The world’s biggest cryptocurrency, Bitcoin, failed to provide investors with any diversification or risk mitigation benefit when share markets sold off in the past few months. Instead, Bitcoin has tracked the US S&P 500 Index very closely for some time.
Shares & Bitcoin moving together?
John Vaz, a senior lecturer in the Department of Banking and Finance at Monash University, charted the Bitcoin price over three years, comparing it with the local S&P/ASX All Ordinaries Index and the S&P 500.
He found that all three indices moved in synch during the recent sell-off.
“Cryptocurrencies are proposed as a finite resource with finite money supply, and due to this characteristic have been likened to gold,” says Vaz.
“Cryptocurrency advocates claim these qualities mean the cryptos would resist the sort of volatile sharemarket fluctuations we have been seeing in recent weeks, as they theoretically cannot be affected by government interventions, money supply decisions or inflation.
“But during the pandemic crisis this has not held true,” Vaz says.
Bitcoin has had a volatile trading history. Its all-time high was in December 2017, when its price got close to US$20,000. The bubble burst the following year when it hit a low of around US$3200.
After a long climb back, Bitcoin was trading around US$10,300 in mid-February. By mid-March its value had halved, falling to $5165 – a bigger fall than either of the equity markets Vaz has used as benchmarks.
Since then Bitcoin has staged a comeback and is back around $10,000.
Vaz’s view is that in financial market crises investors tend to react in similar ways, regardless of the markets they are invested in.

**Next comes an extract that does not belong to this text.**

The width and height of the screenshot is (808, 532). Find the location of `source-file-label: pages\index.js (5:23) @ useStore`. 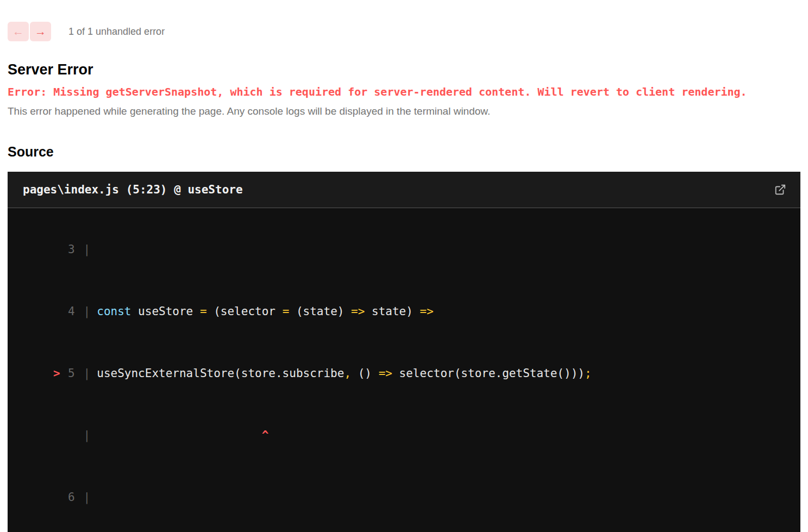

source-file-label: pages\index.js (5:23) @ useStore is located at coordinates (133, 190).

In the meantime, more traditional hedges, such as gold and the US dollar, have maintained reasonable value.
“During a crisis, everything will move down together for a while but an asset like gold won’t fluctuate as much because it is the popular perceived safe ground,” Vaz says.
Mixed performance
Market analyst Simon Moore’s assessment of Bitcoin’s performance during this year’s global market turmoil is that its performance has been mixed.

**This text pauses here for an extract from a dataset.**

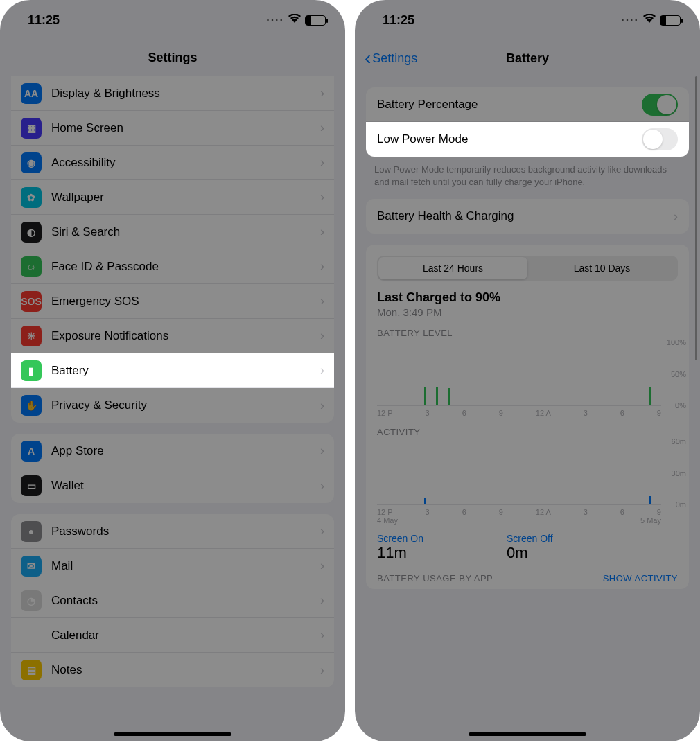  What do you see at coordinates (173, 301) in the screenshot?
I see `settings-row-emergency-sos: SOSEmergency SOS›` at bounding box center [173, 301].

“Bitcoin has held up better than many stocks but has fared less well than many other assets that can protect portfolios at times of market stress,” says Moore, the author of Digital Wealth, writing in Forbes magazine.
“For the year to date, Bitcoin is down less than the S&P 500 but gold is up and a diversified portfolio of bonds is up. If you view Bitcoin as a sophisticated digital form of gold, it hasn’t quite played out that way during this crisis so far.
“It’s hard to reach a conclusive verdict until the economic impact of COVID-19 has played out in full,” Moore concludes.
Vaz agrees, saying cryptocurrencies may play a role once the crisis has passed and its real economic impacts continue to be felt.
“This will depend in no small part on confidence in the financial system and the money underpinning it. Cryptocurrencies as an alternative form of money may increase in importance, depending on how governments handle the interplay of the macroeconomy and monetary policy, government debt and fiscal policy.”
He says that one possible outcome of the crisis is that consumers and investors may lose confidence in the Australian dollar and resort to currency substitution to preserve their buying power.
Cryptocurrencies could increase in popularity and value if confidence falls in fiat-based assets.
“Bitcoin definitely has a place post-crisis if governments make a mess of the fiscal and monetary policy,” says Vaz.
The head of the cryptocurrency data service Messari, Dan McArdle, told Wired magazine that there is a misunderstanding about Bitcoin’s value proposition.
McArdle says Bitcoin is a hedge against inflation and loss of confidence in fiat currencies, not a hedge against a typical market correction and recession.